On a different note, Spiegelman himself appeared on CNN Thursday and pointed out that in the transcript, the school board members' opposition to Maus revolves around profanity (only the word "damn" is cited), nudity (the mouse version of Spiegelman's mother is depicted dying by suicide in the bathtub), and disturbing images (Jewish mice hanging from trees). But this is the Holocaust, after all.

"I've moved past total bafflement to trying to be tolerant of people who may possibly not be Nazis," Spiegelman said. "Having read the transcript of the school board meeting, the problem is sort of bigger and stupider than that. Reading this 20-page document, they're totally focused on some bad words that are in the book. Like damn it, I can't believe that the word 'damn' would get the book jettisoned out of school on its own, but that's where the genuine focus appears to be. There wasn't any hint of, 'well the author might be Jewish, we don't want Jewish books in our schools.' It's not like that exactly. So I'm trying to wrap my brain around it."

Spiegelman continued, "I think they're so myopic in their focus, and they're so afraid of what's implied in having to defend the decision to teach Maus as part of the curriculum that it led to this daffily myopic response. Daffiness would be easy, the problem of course is that it has the breath of autocracy and fascism about it, and it has a real problem with asking the parents to decide what's okay to teach kids."

Maus
Maus

Pantheon The cover of the first volume of 'Maus' by Art Spiegelman.

As shown in the transcript, McMinn County teachers tried their best to explain to the school board the value they found in teaching Maus, and furthermore that they had built their curriculum around it such that removing the book unraveled their whole lesson plan for the year.

"Every lesson we teach gives us a chance to make a change for the better for our students," instructional supervisor Steven Brady said in the transcript. "When we teach habits of character, we are teaching our students how to be better people. There was a time where that happened every day at home, but when we think about what's going on now and in the lives our students live in, many of them live in broken homes when they are at one house one day and another house the next. The list goes on and on of the things they have to deal with. Whether we realize it or not, school is the most stable thing in many of our students lives. What students see and hear where they live, may not be appropriate in some settings and we have a chance with every lesson to change what our students see is ok. We get a chance to kind of influence their ethics, their morals, their upbringing."

One school board member objected to this, saying that "a lot of the cussing had to do with the son cussing out the father, so I don't really know how that teaches our kids any kind of ethical stuff."

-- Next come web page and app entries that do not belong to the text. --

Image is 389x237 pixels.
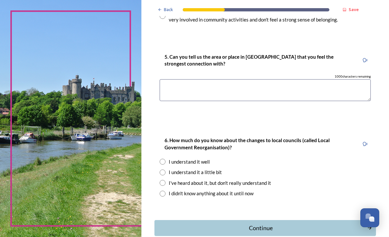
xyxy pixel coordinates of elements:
div: I've heard about it, but don't really understand it [169,179,271,187]
strong: Save [348,7,359,12]
strong: 5. Can you tell us the area or place in [GEOGRAPHIC_DATA] that you feel the strongest connection ... [164,54,334,66]
button: Open Chat [360,208,379,227]
span: 1000 characters remaining [334,74,371,79]
div: Continue [158,223,363,232]
span: Back [164,7,173,13]
div: I understand it a little bit [169,168,222,176]
strong: 6. How much do you know about the changes to local councils (called Local Government Reorganisati... [164,137,331,150]
div: I understand it well [169,158,210,165]
div: I didn't know anything about it until now [169,190,253,197]
button: Continue [154,220,376,236]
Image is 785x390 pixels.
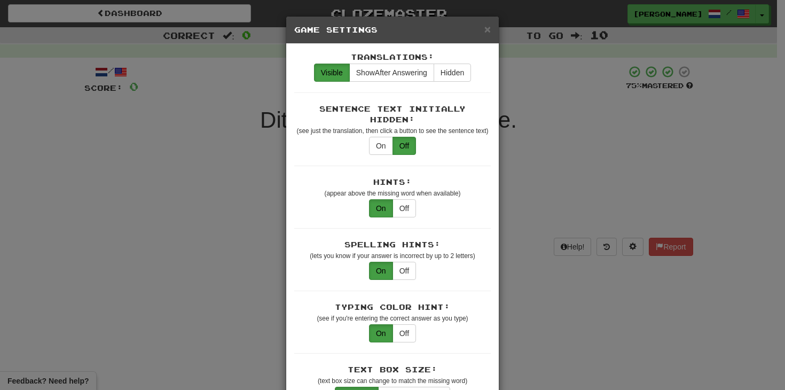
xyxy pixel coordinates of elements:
[392,137,416,155] button: Off
[356,68,375,77] span: Show
[294,239,491,250] div: Spelling Hints:
[356,68,427,77] span: After Answering
[369,262,393,280] button: On
[349,64,434,82] button: ShowAfter Answering
[314,64,471,82] div: translations
[433,64,471,82] button: Hidden
[294,52,491,62] div: Translations:
[369,137,393,155] button: On
[392,262,416,280] button: Off
[369,324,393,342] button: On
[310,252,475,259] small: (lets you know if your answer is incorrect by up to 2 letters)
[318,377,467,384] small: (text box size can change to match the missing word)
[317,314,468,322] small: (see if you're entering the correct answer as you type)
[484,23,491,35] button: Close
[324,190,460,197] small: (appear above the missing word when available)
[314,64,350,82] button: Visible
[297,127,488,135] small: (see just the translation, then click a button to see the sentence text)
[392,199,416,217] button: Off
[294,104,491,125] div: Sentence Text Initially Hidden:
[294,177,491,187] div: Hints:
[294,25,491,35] h5: Game Settings
[294,302,491,312] div: Typing Color Hint:
[392,324,416,342] button: Off
[484,23,491,35] span: ×
[294,364,491,375] div: Text Box Size:
[369,199,393,217] button: On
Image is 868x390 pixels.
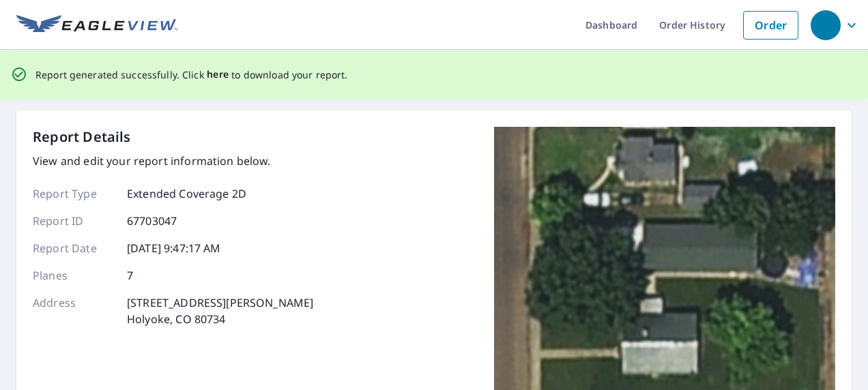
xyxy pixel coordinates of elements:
p: Report Details [32,127,131,148]
a: Order [743,11,799,40]
button: here [207,66,229,83]
p: [STREET_ADDRESS][PERSON_NAME] Holyoke, CO 80734 [127,294,313,327]
p: Extended Coverage 2D [127,186,246,201]
p: View and edit your report information below. [32,153,313,169]
p: Report Date [32,240,115,256]
p: Address [32,294,115,327]
p: [DATE] 9:47:17 AM [127,240,221,256]
p: Report ID [32,213,115,229]
p: Report Type [32,186,115,201]
p: Report generated successfully. Click to download your report. [35,66,348,83]
p: 7 [127,267,133,284]
p: Planes [32,267,115,284]
p: 67703047 [127,213,176,229]
img: EV Logo [17,15,177,35]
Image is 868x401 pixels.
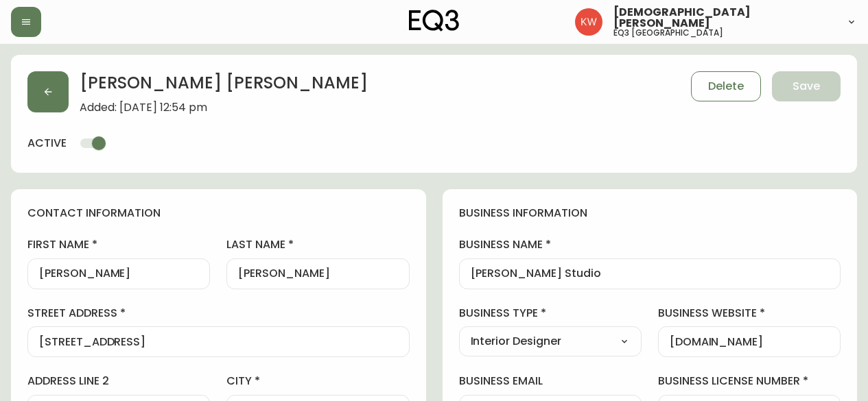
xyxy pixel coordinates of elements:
[28,373,210,389] label: address line 2
[226,373,409,389] label: city
[613,7,835,29] span: [DEMOGRAPHIC_DATA][PERSON_NAME]
[80,101,368,113] span: Added: [DATE] 12:54 pm
[670,335,829,348] input: https://www.designshop.com
[459,373,642,389] label: business email
[708,79,744,94] span: Delete
[28,205,410,221] h4: contact information
[28,136,67,151] h4: active
[409,10,460,31] img: logo
[226,237,409,252] label: last name
[459,306,642,320] label: business type
[28,237,210,252] label: first name
[28,306,410,320] label: street address
[613,29,723,37] h5: eq3 [GEOGRAPHIC_DATA]
[80,71,368,101] h2: [PERSON_NAME] [PERSON_NAME]
[658,373,840,389] label: business license number
[459,205,841,221] h4: business information
[459,237,841,252] label: business name
[575,8,602,35] img: f33162b67396b0982c40ce2a87247151
[658,306,840,320] label: business website
[691,71,761,101] button: Delete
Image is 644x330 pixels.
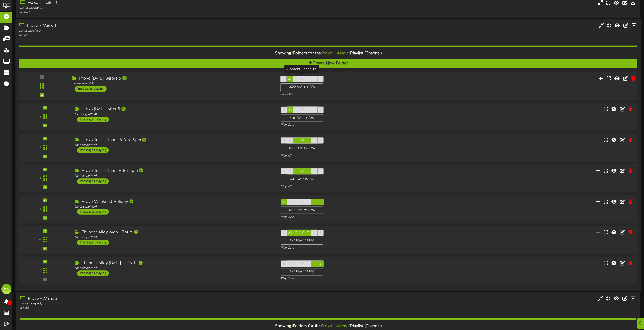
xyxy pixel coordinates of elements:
div: Showing Folders for the Playlist (Channel) [15,48,641,59]
span: M [288,108,292,112]
button: Create New Folder [19,59,637,68]
span: 0 [7,301,12,305]
span: T [308,231,309,235]
span: F [314,200,316,204]
div: 1 messages playing [74,86,106,92]
div: Play One [280,92,429,96]
span: T [295,200,297,204]
span: T [295,108,297,112]
span: T [308,170,309,173]
i: Provo - Menu 2 [320,324,350,329]
span: S [319,170,321,173]
span: W [300,77,304,81]
div: 1 messages playing [78,209,109,214]
span: M [288,170,292,173]
div: # 2785 [19,33,272,37]
span: F [313,77,315,81]
div: Provo [DATE] After 5 [74,107,273,112]
span: F [314,170,316,173]
span: S [283,262,285,265]
span: T [308,77,309,81]
div: 7:45 PM - 11:59 PM [280,237,323,245]
div: 1 messages playing [78,117,109,122]
div: 6 [39,238,41,242]
div: Thunder Alley Mon - Thurs [74,230,273,235]
div: Landscape ( 16:9 ) [74,235,273,240]
div: # 13483 [20,10,272,14]
span: M [288,262,292,265]
div: 7:45 PM - 11:59 PM [280,268,323,275]
span: W [300,200,304,204]
div: BS [1,284,12,294]
span: T [295,170,297,173]
span: S [319,200,321,204]
div: Play One [280,123,427,127]
div: Provo Tues - Thurs Before 5pm [74,137,273,143]
span: T [295,231,297,235]
span: S [283,170,285,173]
span: S [319,262,321,265]
span: T [308,262,309,265]
div: Landscape ( 16:9 ) [74,143,273,147]
div: # 2788 [20,306,272,310]
div: Play One [280,277,427,281]
div: Landscape ( 16:9 ) [74,266,273,270]
div: 4:45 PM - 7:45 PM [280,114,323,122]
span: S [283,139,285,143]
span: S [319,108,321,112]
span: W [300,170,304,173]
span: S [283,231,285,235]
span: 1 [292,324,293,329]
span: W [300,139,304,143]
div: Landscape ( 16:9 ) [20,6,272,10]
span: M [288,200,292,204]
div: Play All [280,154,427,158]
span: F [314,139,316,143]
div: Provo Tues - Thurs After 5pm [74,168,273,174]
div: Provo [DATE] Before 5 [72,76,272,82]
span: S [283,108,285,112]
div: Landscape ( 16:9 ) [19,28,272,33]
div: Landscape ( 16:9 ) [72,82,272,86]
span: S [319,139,321,143]
span: F [314,262,316,265]
span: 7 [292,51,293,56]
span: W [300,231,304,235]
div: 1 messages playing [78,240,109,245]
span: S [283,200,285,204]
span: T [295,139,297,143]
span: W [300,262,304,265]
div: Provo - Menu 2 [20,296,272,302]
span: S [319,231,321,235]
i: Provo - Menu 1 [321,51,350,56]
span: T [308,139,309,143]
span: T [308,108,309,112]
div: Play All [280,184,427,189]
div: Provo Weekend Holiday [74,199,273,205]
div: Landscape ( 16:9 ) [74,174,273,178]
div: 1 messages playing [78,270,109,276]
span: T [295,262,297,265]
span: S [319,77,321,81]
div: Provo - Menu 1 [19,23,272,29]
span: S [283,77,285,81]
div: Landscape ( 16:9 ) [20,302,272,306]
span: W [300,108,304,112]
span: F [314,108,316,112]
div: Thunder Alley [DATE] - [DATE] [74,261,273,266]
span: M [288,231,292,235]
span: T [308,200,309,204]
div: 1 messages playing [78,178,109,184]
div: 12:00 AM - 4:45 PM [280,145,323,152]
div: Landscape ( 16:9 ) [74,112,273,117]
span: M [288,139,292,143]
span: F [314,231,316,235]
div: Play One [280,246,427,250]
span: M [288,77,292,81]
div: Play One [280,215,427,219]
div: 4:45 PM - 7:45 PM [280,176,323,183]
span: T [295,77,296,81]
div: 12:00 AM - 7:45 PM [280,206,323,214]
div: 12:00 AM - 4:45 PM [280,84,323,91]
div: Landscape ( 16:9 ) [74,205,273,209]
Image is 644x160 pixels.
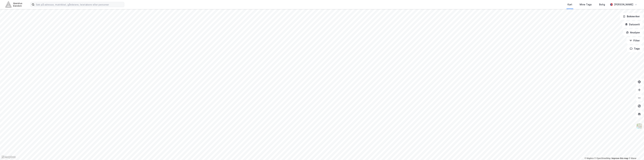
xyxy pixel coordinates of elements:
[34,2,124,7] input: Søk på adresse, matrikkel, gårdeiere, leietakere eller personer
[614,2,633,6] div: [PERSON_NAME]
[594,157,611,160] a: OpenStreetMap
[636,123,643,129] img: Z
[6,1,22,7] img: akershus-eiendom-logo.9091f326c980b4bce74ccdd9f866810c.svg
[580,2,592,6] div: Mine Tags
[623,29,643,36] button: Analyse
[599,2,605,6] div: Bolig
[568,2,572,6] div: Kart
[627,45,643,52] button: Tags
[627,144,644,160] iframe: Chat Widget
[584,157,594,160] a: Mapbox
[622,21,643,28] button: Datasett
[626,37,643,44] button: Filter
[627,144,644,160] div: Kontrollprogram for chat
[1,155,16,159] a: Mapbox homepage
[611,157,628,160] a: Improve this map
[620,13,643,20] button: Bokmerker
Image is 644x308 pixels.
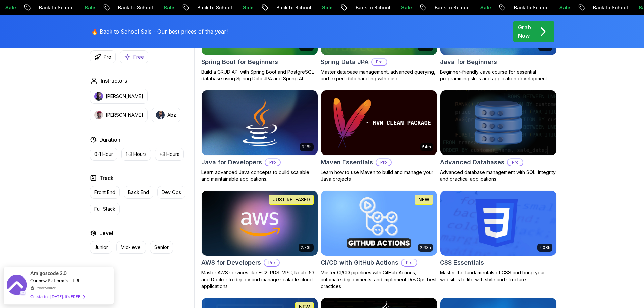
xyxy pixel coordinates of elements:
p: 2.08h [539,245,551,251]
p: 2.73h [301,245,312,251]
p: Pro [508,159,523,165]
img: CSS Essentials card [440,191,556,256]
h2: Advanced Databases [440,158,505,167]
a: Java for Developers card9.18hJava for DevelopersProLearn advanced Java concepts to build scalable... [202,90,318,183]
p: JUST RELEASED [273,197,310,203]
button: instructor img[PERSON_NAME] [90,107,147,122]
img: CI/CD with GitHub Actions card [321,191,437,256]
p: +3 Hours [159,151,179,158]
h2: Track [99,174,114,182]
img: instructor img [94,111,103,119]
p: Sale [157,5,178,11]
img: instructor img [94,92,103,100]
a: ProveSource [35,285,56,291]
h2: Java for Developers [202,158,262,167]
h2: Instructors [100,77,127,85]
img: Maven Essentials card [321,90,437,155]
p: Back to School [190,5,236,11]
p: Back End [128,189,149,195]
p: Master the fundamentals of CSS and bring your websites to life with style and structure. [440,269,557,283]
p: Junior [94,244,108,251]
h2: Duration [99,136,120,144]
h2: Spring Data JPA [321,57,369,67]
p: 1-3 Hours [126,151,146,158]
p: Learn how to use Maven to build and manage your Java projects [321,169,437,182]
img: Java for Developers card [202,90,318,155]
span: Our new Platform is HERE [30,278,81,283]
p: Advanced database management with SQL, integrity, and practical applications [440,169,557,182]
p: [PERSON_NAME] [106,111,143,118]
button: instructor imgAbz [152,107,181,122]
h2: CI/CD with GitHub Actions [321,258,398,267]
p: Senior [154,244,169,251]
button: Senior [150,241,173,253]
button: Dev Ops [157,186,185,199]
p: Build a CRUD API with Spring Boot and PostgreSQL database using Spring Data JPA and Spring AI [202,68,318,82]
p: Back to School [507,5,552,11]
p: Sale [394,5,416,11]
a: CI/CD with GitHub Actions card2.63hNEWCI/CD with GitHub ActionsProMaster CI/CD pipelines with Git... [321,190,437,289]
p: Back to School [348,5,394,11]
img: instructor img [156,111,165,119]
p: Back to School [269,5,315,11]
p: Pro [265,159,280,165]
p: Sale [473,5,495,11]
button: Free [120,50,148,63]
button: instructor img[PERSON_NAME] [90,89,147,104]
p: Pro [372,59,387,66]
p: Master database management, advanced querying, and expert data handling with ease [321,68,437,82]
p: Sale [77,5,99,11]
img: Advanced Databases card [440,90,556,155]
a: Advanced Databases cardAdvanced DatabasesProAdvanced database management with SQL, integrity, and... [440,90,557,183]
img: provesource social proof notification image [7,275,27,296]
button: 1-3 Hours [121,148,151,161]
p: Learn advanced Java concepts to build scalable and maintainable applications. [202,169,318,182]
p: Back to School [428,5,473,11]
p: Back to School [586,5,632,11]
div: Get started [DATE]. It's FREE [30,292,85,300]
p: 0-1 Hour [94,151,113,158]
p: Sale [236,5,257,11]
p: 54m [422,144,431,150]
h2: Spring Boot for Beginners [202,57,278,67]
p: Back to School [111,5,157,11]
button: Front End [90,186,120,199]
p: Pro [402,259,416,266]
button: +3 Hours [155,148,184,161]
p: 🔥 Back to School Sale - Our best prices of the year! [91,27,228,35]
h2: Maven Essentials [321,158,373,167]
h2: Level [99,229,113,237]
p: Master AWS services like EC2, RDS, VPC, Route 53, and Docker to deploy and manage scalable cloud ... [202,269,318,289]
p: [PERSON_NAME] [106,93,143,100]
a: CSS Essentials card2.08hCSS EssentialsMaster the fundamentals of CSS and bring your websites to l... [440,190,557,283]
span: Amigoscode 2.0 [30,269,67,277]
button: Junior [90,241,113,253]
button: Back End [124,186,153,199]
a: Maven Essentials card54mMaven EssentialsProLearn how to use Maven to build and manage your Java p... [321,90,437,183]
img: AWS for Developers card [202,191,318,256]
p: Abz [167,111,176,118]
p: Beginner-friendly Java course for essential programming skills and application development [440,68,557,82]
p: Sale [315,5,336,11]
p: Full Stack [94,206,116,212]
h2: CSS Essentials [440,258,484,267]
p: Pro [104,53,111,60]
a: AWS for Developers card2.73hJUST RELEASEDAWS for DevelopersProMaster AWS services like EC2, RDS, ... [202,190,318,289]
p: Master CI/CD pipelines with GitHub Actions, automate deployments, and implement DevOps best pract... [321,269,437,289]
p: Grab Now [518,23,531,39]
button: Mid-level [116,241,146,253]
p: NEW [418,197,429,203]
button: 0-1 Hour [90,148,117,161]
p: Mid-level [121,244,142,251]
p: 9.18h [301,144,312,150]
p: Dev Ops [161,189,181,195]
button: Full Stack [90,202,120,215]
p: 2.63h [420,245,431,251]
p: Free [134,53,144,60]
p: Pro [376,159,391,165]
button: Pro [90,50,116,63]
h2: Java for Beginners [440,57,497,67]
p: Sale [552,5,574,11]
p: Front End [94,189,116,195]
p: Pro [264,259,279,266]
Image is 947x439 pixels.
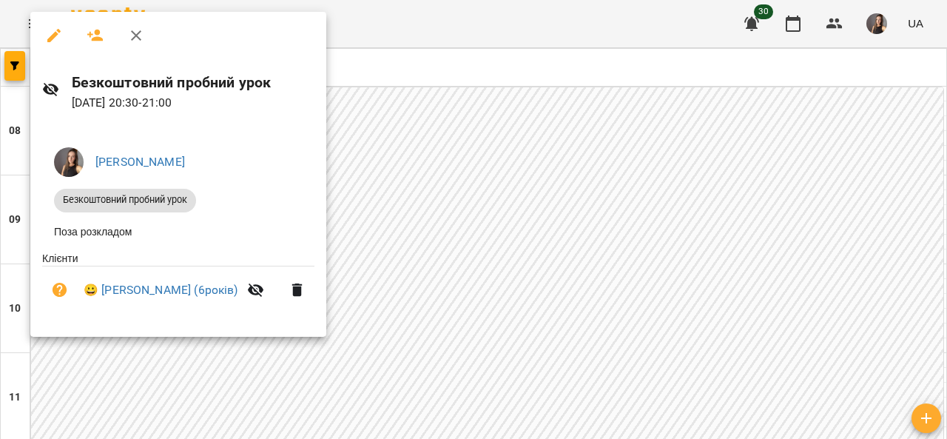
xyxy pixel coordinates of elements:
p: [DATE] 20:30 - 21:00 [72,94,315,112]
button: Візит ще не сплачено. Додати оплату? [42,272,78,308]
li: Поза розкладом [42,218,314,245]
a: [PERSON_NAME] [95,155,185,169]
a: 😀 [PERSON_NAME] (6років) [84,281,238,299]
img: c581e694ab3670f9d2e3178615f4a39d.jpeg [54,147,84,177]
ul: Клієнти [42,251,314,320]
h6: Безкоштовний пробний урок [72,71,315,94]
span: Безкоштовний пробний урок [54,193,196,206]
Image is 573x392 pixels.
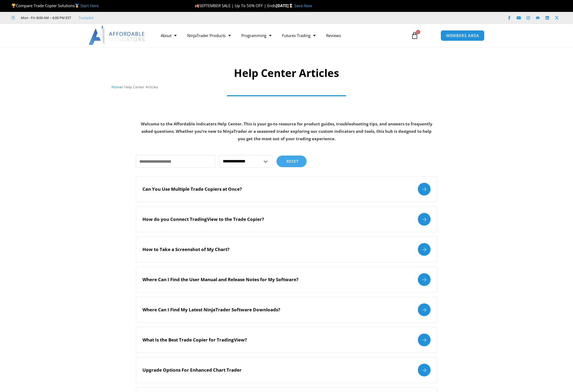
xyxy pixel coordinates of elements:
nav: Breadcrumb [111,84,462,90]
h2: How to Take a Screenshot of My Chart? [143,247,229,252]
a: Futures Trading [277,29,321,41]
h2: How do you Connect TradingView to the Trade Copier? [143,216,264,222]
a: How do you Connect TradingView to the Trade Copier? [136,206,437,232]
a: Programming [236,29,277,41]
span: 0 [416,30,420,34]
strong: Welcome to the Affordable Indicators Help Center. This is your go-to resource for product guides,... [141,121,432,141]
img: 🍂 [195,3,199,8]
h2: Where Can I Find the User Manual and Release Notes for My Software? [143,277,298,283]
span: Reset [286,159,299,163]
a: Where Can I Find the User Manual and Release Notes for My Software? [136,267,437,292]
span: MEMBERS AREA [446,34,479,37]
a: Upgrade Options For Enhanced Chart Trader [136,357,437,383]
a: Trustpilot [78,15,94,21]
h2: Upgrade Options For Enhanced Chart Trader [143,367,241,373]
a: Home [111,84,122,89]
a: About [155,29,182,41]
nav: Menu [155,29,405,41]
span: Compare Trade Copier Solutions [11,3,99,8]
a: Save Now [294,3,312,8]
img: LogoAI | Affordable Indicators – NinjaTrader [88,26,145,45]
h2: What Is the Best Trade Copier for TradingView? [143,337,247,343]
span: Mon - Fri: 8:00 AM – 6:00 PM EST [20,15,71,21]
a: Reviews [321,29,346,41]
a: What Is the Best Trade Copier for TradingView? [136,327,437,353]
a: Start Here [81,3,99,8]
a: MEMBERS AREA [441,30,485,41]
a: Where Can I Find My Latest NinjaTrader Software Downloads? [136,297,437,322]
h1: Help Center Articles [111,65,462,81]
img: ⌛ [289,3,293,8]
span: SEPTEMBER SALE | Up To 50% OFF | Ends [195,3,276,8]
a: How to Take a Screenshot of My Chart? [136,236,437,262]
a: Can You Use Multiple Trade Copiers at Once? [136,176,437,202]
a: 0 [403,27,426,43]
a: NinjaTrader Products [182,29,236,41]
h2: Can You Use Multiple Trade Copiers at Once? [143,186,242,192]
button: Reset [276,155,307,167]
strong: [DATE] [276,3,294,8]
img: 🥇 [75,3,79,8]
h2: Where Can I Find My Latest NinjaTrader Software Downloads? [143,307,280,313]
img: 🏆 [12,3,15,8]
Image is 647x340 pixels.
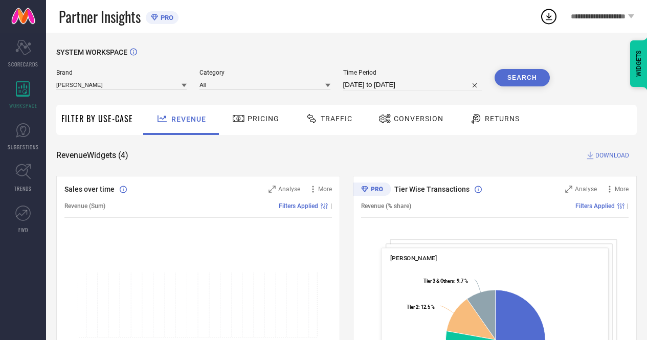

In a 1998 interview with EW timed to the release of Maus II: And Here My Troubles Began (the comic was originally published in two volumes five years apart, though can now often be found as a single collection), Spiegelman discussed his complicated relationship with his late father Vladek, which is as much the subject of Maus as Vladek's survival of the Holocaust.

"My relationship with my father as an adult consisted of interviewer and interviewee. We were at a permanent impasse and I came as close as I could," Spiegelman told EW then. Later in the interview, he added, "although not everybody had parents who went through the Holocaust, everybody had parents. This book is about me as a child of survivors."

Various comics professionals, like California comic store owner Ryan Higgins and Strange Adventures artist Mitch Gerads, have offered to donate copies of Maus to anyone in McMinn County who wants one in wake of the ban. The first volume of Maus is currently listed as a "best seller" on Amazon.